Scientists: “We’d never seen a temperature this high in Antarctica”
This is the first time ever that the 20 degrees barrier has been broken on the continent. “We’d never seen a temperature this high in Antarctica,” says Brazilian scientist Carlos Schaefer.
And so the temperature records keep falling. We have just experienced the warmest January on record. According to scientists at NOAA, “in the span of 141 years of climate records, there has never been a warmer January than last month.”
Statistics keep tumbling like broken match-sticks. According to NOAA’s January global climate report: “January 2020 marked the 44th consecutive January and the 421st consecutive month with temperatures, at least nominally, above the 20th-century average.” The four warmest Januaries documented in the climate record have occurred since 2016; the 10 warmest have all occurred since 2002.
As our earth warms record-warm temperatures were seen across parts of Scandinavia, Asia, the Indian Ocean, the central and western Pacific Ocean, the Atlantic Ocean, and Central and South America.
And in Antarctica, one of the fastest warming regions on the planet, the records continue to fall faster than anywhere else.
Last week, Bloomberg reported that the temperature at one research base on the continent had reached a record-breaking balmy 18.3 degrees Celsius (65 Fahrenheit).
At the time, Frida Bengtsson, who is leading an expedition to the Antarctic for Greenpeace, called the reports “shocking, but not surprising,” adding in the last month that we’ve seen penguin colonies sharply declining under the impacts of climate change in this supposedly pristine environment.”
But that record only lasted a week. Earlier today, it was reported by AFP that Brazilian scientists had “recorded a new record temperature of 20.75 degrees Celsius (69.35 Fahrenheit).”
This is the first time ever that the 20 degrees barrier had been broken on the continent. “We’d never seen a temperature this high in Antarctica,” Brazilian scientist Carlos Schaefer told AFP.
According to the UN’s World Meteorological Organization (WMO), the temperatures in Antarctica have risen over 3°C over the past 50 years.

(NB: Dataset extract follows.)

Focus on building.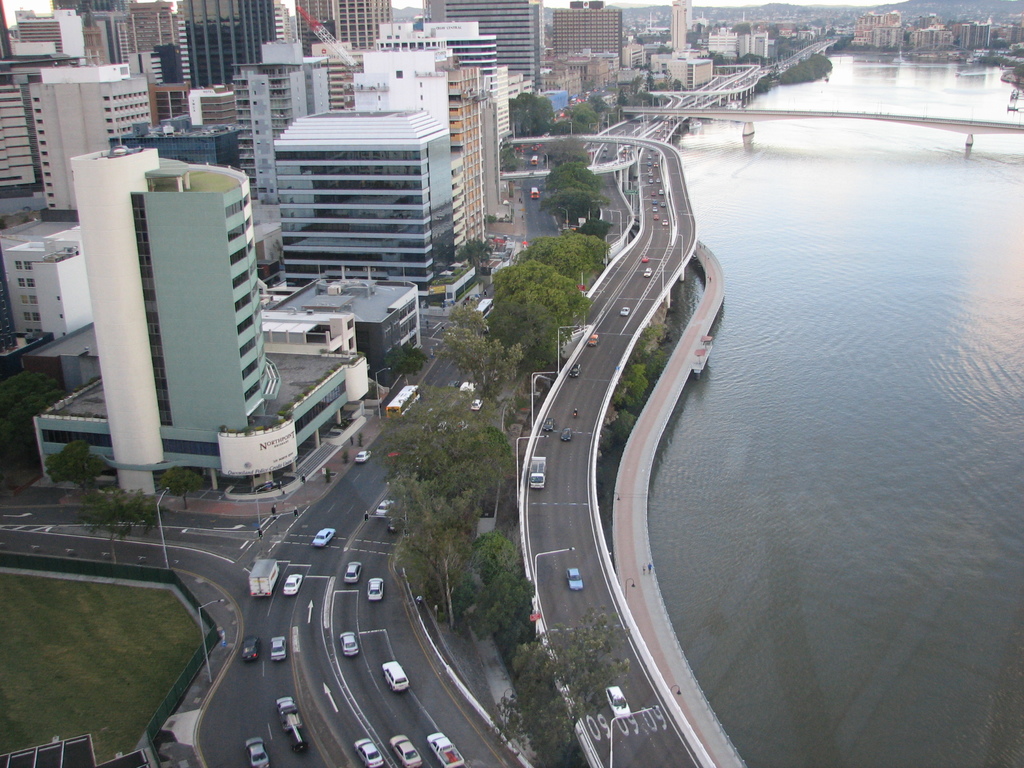
Focused at l=708, t=33, r=771, b=58.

Nearly 90 percent of the glaciers along its west coast have “retreated” in that time.
Indeed, just days ago the Washington Post reported that “an iceberg about twice the size of the District of Columbia” had broken off Pine Island Glacier in West Antarctica in recent days.
It is not the only glacier in trouble in the region. Earlier this week, Professor Michael Mann, one of the world leading climate scientists said in an interview: “This week we learned that the critical Thwaites Glacier that holds in most of the West Antarctic ice sheet is close to irreversible melting. If it goes we get an additional 10 meters of sea level rise.”
And that is the climate doomsday scenario.